Thursday, August 04, 2011

what I did at the weekend

Non-Canada-related this time, but just to finish the photo round-up: last Saturday I decided to head off up a few hills on my own, as I do from time to time. Now I've done quite a lot of the hills around the South Wales area, so I decided to head a bit further afield. Inspired by this list of Hewitts and Nuttalls in Wales (fiddly qualification rules aside that basically means mountains over 2000 feet) I hatched the scheme of ticking off as many as I could, a sort of parallel project to the Munro one that's already underway. The list contains 190 peaks, of which I have been up at least 24 - I say "at least" because without more rigorous checking there may be some subsidiary peaks I've climbed almost without noticing on the way to somewhere else.

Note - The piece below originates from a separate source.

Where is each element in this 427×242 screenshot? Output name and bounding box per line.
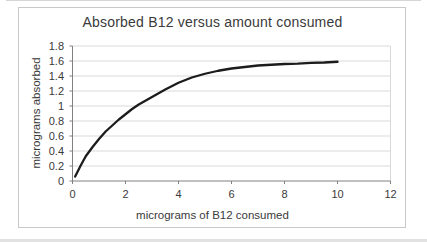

Anyway, I noticed that there were three hills up in a little self-contained group in the Radnor Forest, so I decide to go and have a crack at them. I parked up in New Radnor, just off the A44 between Kington and Llandrindod Wells and did an anticlockwise circular tour taking in Whimble (not quite 2000 feet but, ironically, the most distinct "peak" of the lot), Bache Hill (2001 feet), Black Mixen (2133 feet) and Rhos Fawr (2165 feet). There's a bit of steep-ish ascent at the start, but for the most part it's fairly level walking on big heathery plateaus (plateaux?); Black Mixen and Rhos Fawr in particular would be boggy, treacherous and a featureless navigational nightmare in bad weather (fortunately it was quite nice on Saturday).

The trade-off you make by avoiding the more exciting, craggy, higher peaks is that you lose 99.9% of the people who might otherwise be up there with you. How much of a benefit this is will of course depend on your levels of curmudgeonly misanthropy; as far as I'm concerned it's great. Apart from a few New Radnor folk walking their dogs on the lower slopes I had the summit plateau entirely to myself all day. How relatively unfrequented these hills are can be seen by the amount of effort the Ordnance Survey make for you to be able easily to navigate them using their maps: the divide between Explorer sheets 200 and 201 cuts right down between Bache Hill and Black Mixen, and there's little or no overlap between the two sheets, so you need to buy both. You can bet that if that'd happened to Pen Y Fan they'd have moved things around to sort it out.

Anyway, as usual I took the GPS with me. Here's the route map (10.1 miles for the round trip, apparently) and altitude chart:



Also as usual I took the camera and took a few photos. Here they are.